Leagues: The Best of What’s Next
Band: Leagues
Members: Thad Cockrell, Tyler Burkum, Jeremy Lutito
Hometown: Nashville, Tenn.
Album: You Belong Here
For Fans Of: My Morning Jacket, Phosphorescent
For even the most successful of musicians, there remain few experiences in their careers more satisfying than the days when they were jamming with their high-school buddies in a small garage, struggling to get through a song on tempo and having a grand old time doing it.
It’s this sort of pure dynamic that—after nearly 15 years of being a professional musician—guitarist and singer-songwriter Tyler Burkum sought to return to with his latest band, Leagues. Only whereas the aforementioned, theoretical garage band consists of amateur rock wannabes, Leagues boasts three music veterans at the top of their respective fields.
“In a lot of ways, I feel like it took me 15 years of playing music to actually just get to do what I want to do,” Burkum explains.
Plucked from a dishwashing job at Northwestern College in St. Paul, Minn., at the age of 17, Burkum became a guitarist for the Christian rock band Audio Adrenaline in 1997. After close to decade of touring and recording (with a few Grammy wins along the way) the band went on hiatus in 2007. Burkum spent the next few years playing with the likes of John Mayer, Keane, Lenny Kravitz and Sheryl Crow. He even recorded a full-length solo record in 2008.
His most significant job, however, would prove to be playing with singer-songwriter Mat Kearney. It was here that he met Kearney’s drummer Jeremy Lutito. While on tour, the two discussed collaborating together on a future project. As luck would have it, Burkum’s bassist friend Mike Simmons had also been in talks with singer-songwriter Thad Cockrell about putting a group together. After months of sporadic jamming, the band officially completed their first composition: “Haunted,” a jaunty, mournful earworm about “the one that got away.”
In late 2010, the four came together and begin playing shows in Nashville under the name Leagues. A self-titled EP followed in 2011.
Though Simmons would ultimately leave the band to be with his family, Burkum, Lutito and Cockrell were determined to stick to this new venture. Not that it was easy from a logistic standpoint, with Burkum living in Minnesota, Cockrell in North Carolina and Lutito in Tennessee. Still, after years of either working solo or as a “gun for hire,” the idea of having their own band was an opportunity they all wanted to experience.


Problem statement
Write the records out exactly as shown. No pictures.
─── Extracted records ───
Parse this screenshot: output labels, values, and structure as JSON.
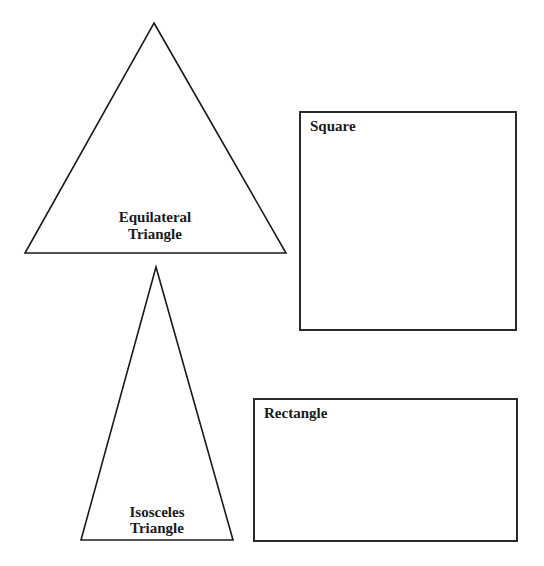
{
  "diagram": {
    "background": "#ffffff",
    "stroke_color": "#1a1a1a",
    "shapes": [
      {
        "id": "equilateral-triangle",
        "type": "triangle",
        "points": [
          [
            154,
            23
          ],
          [
            286,
            253
          ],
          [
            25,
            253
          ]
        ],
        "label_lines": [
          "Equilateral",
          "Triangle"
        ],
        "label_positions": [
          [
            155,
            222
          ],
          [
            155,
            239
          ]
        ],
        "label_anchor": "middle"
      },
      {
        "id": "square",
        "type": "rect",
        "x": 300,
        "y": 112,
        "width": 216,
        "height": 218,
        "label_lines": [
          "Square"
        ],
        "label_positions": [
          [
            310,
            131
          ]
        ],
        "label_anchor": "start"
      },
      {
        "id": "isosceles-triangle",
        "type": "triangle",
        "points": [
          [
            156,
            267
          ],
          [
            233,
            540
          ],
          [
            81,
            540
          ]
        ],
        "label_lines": [
          "Isosceles",
          "Triangle"
        ],
        "label_positions": [
          [
            157,
            517
          ],
          [
            157,
            533
          ]
        ],
        "label_anchor": "middle"
      },
      {
        "id": "rectangle",
        "type": "rect",
        "x": 254,
        "y": 399,
        "width": 263,
        "height": 142,
        "label_lines": [
          "Rectangle"
        ],
        "label_positions": [
          [
            264,
            418
          ]
        ],
        "label_anchor": "start"
      }
    ]
  },
  "labels": {
    "equilateral_line1": "Equilateral",
    "equilateral_line2": "Triangle",
    "square": "Square",
    "isosceles_line1": "Isosceles",
    "isosceles_line2": "Triangle",
    "rectangle": "Rectangle"
  }
}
───
Task output
Parse this screenshot: output labels, values, and structure as JSON.
{
  "diagram": {
    "background": "#ffffff",
    "stroke_color": "#1a1a1a",
    "shapes": [
      {
        "id": "equilateral-triangle",
        "type": "triangle",
        "points": [
          [
            154,
            23
          ],
          [
            286,
            253
          ],
          [
            25,
            253
          ]
        ],
        "label_lines": [
          "Equilateral",
          "Triangle"
        ],
        "label_positions": [
          [
            155,
            222
          ],
          [
            155,
            239
          ]
        ],
        "label_anchor": "middle"
      },
      {
        "id": "square",
        "type": "rect",
        "x": 300,
        "y": 112,
        "width": 216,
        "height": 218,
        "label_lines": [
          "Square"
        ],
        "label_positions": [
          [
            310,
            131
          ]
        ],
        "label_anchor": "start"
      },
      {
        "id": "isosceles-triangle",
        "type": "triangle",
        "points": [
          [
            156,
            267
          ],
          [
            233,
            540
          ],
          [
            81,
            540
          ]
        ],
        "label_lines": [
          "Isosceles",
          "Triangle"
        ],
        "label_positions": [
          [
            157,
            517
          ],
          [
            157,
            533
          ]
        ],
        "label_anchor": "middle"
      },
      {
        "id": "rectangle",
        "type": "rect",
        "x": 254,
        "y": 399,
        "width": 263,
        "height": 142,
        "label_lines": [
          "Rectangle"
        ],
        "label_positions": [
          [
            264,
            418
          ]
        ],
        "label_anchor": "start"
      }
    ]
  },
  "labels": {
    "equilateral_line1": "Equilateral",
    "equilateral_line2": "Triangle",
    "square": "Square",
    "isosceles_line1": "Isosceles",
    "isosceles_line2": "Triangle",
    "rectangle": "Rectangle"
  }
}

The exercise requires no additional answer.